Monday, March 30, 2009

thinking Protestant brain weird is

A chaplain to the Queen has called for Catholic concessions to balance proposed changes to the Act of Settlement, including the end of "sectarian schools".

Rev Alastair Symington, minister at Troon Old Parish Church in Ayrshire, said the reforms in aid of the Catholic Church were welcome but that they needed to make a "quid quo pro".

[...]

Rev Symington wrote: "I trust ... the Roman Catholic Church will drop its request that children of any such future royal union must be baptised into the Roman part of the Catholic Church and raised in equally sectarian separate schools."


Err...

the "Roman part of the Catholic Church"...?

Sorry what?

3 comments:

Zach said...

I think that's a verbal fossil of the old Branch Theory, under which there is one Catholic Church which has three "branches" -- the Roman branch, the Orthodox branch, and the (proper) Anglican branch.

If you parse the Rev. Symington's statement using that model, it makes sense.

(Yes, yes, I know, it's sheer nonsense otherwise. Work with me here. It's a Euclidean vs. non-Euclidean geometry thing -- the theorem only works under non-Euclidean ecclesiology. :) )

peace,

Ecgbert said...

Zach's explanation would make sense if the quotation were from an Anglican but you hear branch-theory stuff less often from Presbyterians like Symington and other Protestants. The liberal Protestant denominations seem accepting of Rome as unlike their 1500s founders they don't hate it any more and do high-church themselves but here you see the big difference remains. They're fine with Rome and with an RC king as long as Rome stops being Catholic with its one-true-church claim and becomes a denomination like them. Which of course is impossible as it is with the Orthodox.

American Protestants (the Calvinists, then the mainline and now their PC progeny who don't go to church any more) have been trying to get rid of RC schools for years. Those schools were started of course because 100 years ago state schools were Protestant schools. The Catholic character of these places is much diminished and the Protestant side have pigged out on granola but the principle remains: the drive to shut them down is anti-religion (and still a lot of WASP disdain for immigrants and their church) disguised as fairness/neutrality.

Unknown said...

But of course! They can choose to have their children baptized in an Eastern Rite parish if they so wish. :p-

I wonder what the full text of this letter referred to in the article says. I am having difficulties finding it online.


__WHAT IS REQUIRED__.
Filter the entries and keep only the lines where the string "title" appears.

__Data tied to figure images__.

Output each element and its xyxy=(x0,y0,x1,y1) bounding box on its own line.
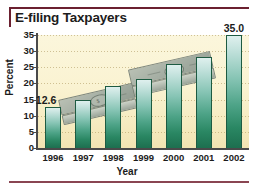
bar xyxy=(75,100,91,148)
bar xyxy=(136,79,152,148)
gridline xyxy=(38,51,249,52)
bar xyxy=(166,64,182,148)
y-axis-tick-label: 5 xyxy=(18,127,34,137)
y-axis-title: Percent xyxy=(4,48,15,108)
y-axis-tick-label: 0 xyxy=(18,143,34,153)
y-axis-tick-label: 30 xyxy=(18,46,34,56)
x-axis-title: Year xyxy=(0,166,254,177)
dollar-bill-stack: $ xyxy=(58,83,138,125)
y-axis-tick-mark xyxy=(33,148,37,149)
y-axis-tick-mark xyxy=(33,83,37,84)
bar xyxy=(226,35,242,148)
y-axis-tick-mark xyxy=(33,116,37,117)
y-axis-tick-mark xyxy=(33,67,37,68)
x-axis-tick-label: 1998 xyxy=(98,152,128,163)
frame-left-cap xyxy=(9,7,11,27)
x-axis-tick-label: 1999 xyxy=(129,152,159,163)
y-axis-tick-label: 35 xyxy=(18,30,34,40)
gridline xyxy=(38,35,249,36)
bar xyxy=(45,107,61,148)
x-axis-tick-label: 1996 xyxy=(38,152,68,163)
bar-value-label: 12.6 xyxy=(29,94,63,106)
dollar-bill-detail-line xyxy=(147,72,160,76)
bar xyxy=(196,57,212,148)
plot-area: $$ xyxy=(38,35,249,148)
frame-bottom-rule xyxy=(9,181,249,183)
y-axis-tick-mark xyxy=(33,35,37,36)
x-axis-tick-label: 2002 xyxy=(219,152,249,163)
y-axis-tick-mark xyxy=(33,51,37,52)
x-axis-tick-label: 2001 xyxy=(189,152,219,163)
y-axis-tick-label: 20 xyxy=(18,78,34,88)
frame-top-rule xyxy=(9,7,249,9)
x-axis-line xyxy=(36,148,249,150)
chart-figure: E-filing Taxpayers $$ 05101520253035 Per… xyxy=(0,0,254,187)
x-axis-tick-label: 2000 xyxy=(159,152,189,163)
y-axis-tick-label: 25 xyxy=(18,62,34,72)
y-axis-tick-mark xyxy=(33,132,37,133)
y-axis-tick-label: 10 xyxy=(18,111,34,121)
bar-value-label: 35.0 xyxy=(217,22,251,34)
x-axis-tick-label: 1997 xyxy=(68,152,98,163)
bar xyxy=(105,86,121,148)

__SOLUTION TO THIS TASK__.
y-axis-title: Percent xyxy=(4,48,15,108)
x-axis-title: Year xyxy=(0,166,254,177)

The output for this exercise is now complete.